Resources and infrastructures represent two elements that interact in complex ways to support and shape economic activity. In the context of maritime endeavours, this interaction unfolds over relatively wide geographic areas and exhibits great complexity, since it is influenced by diverse and sometimes conflicting legal, social, cultural and institutional forces. Impacted in numerous ways by these variables, flows of resources, such as capital, goods, information, people and productive assets (even those that following their initial deployment become fixed) are coordinated with the aid of different kinds of infrastructures. Considering the latter from a maritime perspective immediately brings to mind physical infrastructures in particular ports. But intangible frameworks, including those networks of business contacts that constitute communication systems, social and cultural constructs that shape patterns of thought and behaviour, as well as formally constituted (legal) structures, exert a coordinating or mediating influence upon patterns of resource allocation. Both of these generic types of infrastructure – physical and intangible – develop sector-specific attributes: those employed to support maritime activities differ from those used for land-based purposes. Within these broad sectors, individual industries develop their own specialised infrastructures to meet their resource coordinating requirements. In the maritime context, the chapters below analyse both physical and intangible infrastructures. The former are examined directly by Elisabetta Tonizzi and James Reveley and Malcolm Tull, who evaluate ports and port policies in three different countries, while Michael Miller and Leos Müller and Jari Ojala consider non-physical forms – respectively, agency structures and consular networks. John Chircop explores a complex infrastructure consisting of social, cultural, economic and psychological ties.

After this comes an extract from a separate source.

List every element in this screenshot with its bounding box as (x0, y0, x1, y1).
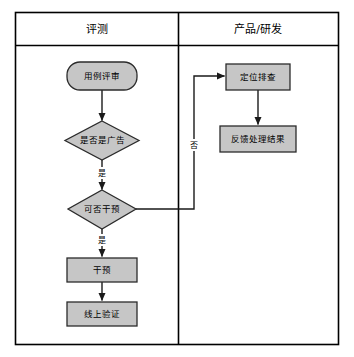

Hrefna Karlsdóttir examines a defective informal bargaining framework, and Carol Hill and Poul Holm refer to ports as well as intangible infrastructures that shaped capital and commodity flows....


Author(s):  
Fareed Alyagout ◽  
A. K. Siti-Nabiha

The Kingdom of Saudi Arabia has embarked on the privatization of its public enterprises with the main objectives of improving the efficiency of the national economy, enlarging Saudi citizens’ ownership of productive assets, and encouraging local and foreign capital investment in the Kingdom. Subsequently, in 2003, the Saudi Council of Ministries approved a list of twenty-two targeted economic activities and government services to be privatized and the private sector is being invited to participate in many economic activities and services. As such, the aim of this chapter is to present the historical context and rationale for privatization in Saudi Arabia. The objectives and implementation process taken by the Saudi government to create a suitable environment for private sector investment and the issues and problems associated with privatization initiatives are also discussed in this chapter.


2021 ◽  
pp. 243-258
Author(s):  
Camilla Toulmin

The Bambara households of Kala are very large domestic organizations, in comparison with those found elsewhere in West Africa. This chapter examines the factors which encourage persistence of large domestic groups, including the advantages reaped from production, investment and reproduction, alongside protection of the individual from risk. The drawbacks to the individual from incorporation within a household are examined, such as loss of control over labour and other resources. Membership of a household involves agreement with an unspoken contract regarding the duties and expectations of members; however, such terms are subject to some flexibility and can be renegotiated. Modelling relations within the household allows for a review of options for cooperation, vulnerability to demographic risk, the significance of economies of scale, acquisition and maintenance of productive assets, game-theory, cooperation, conflict and division.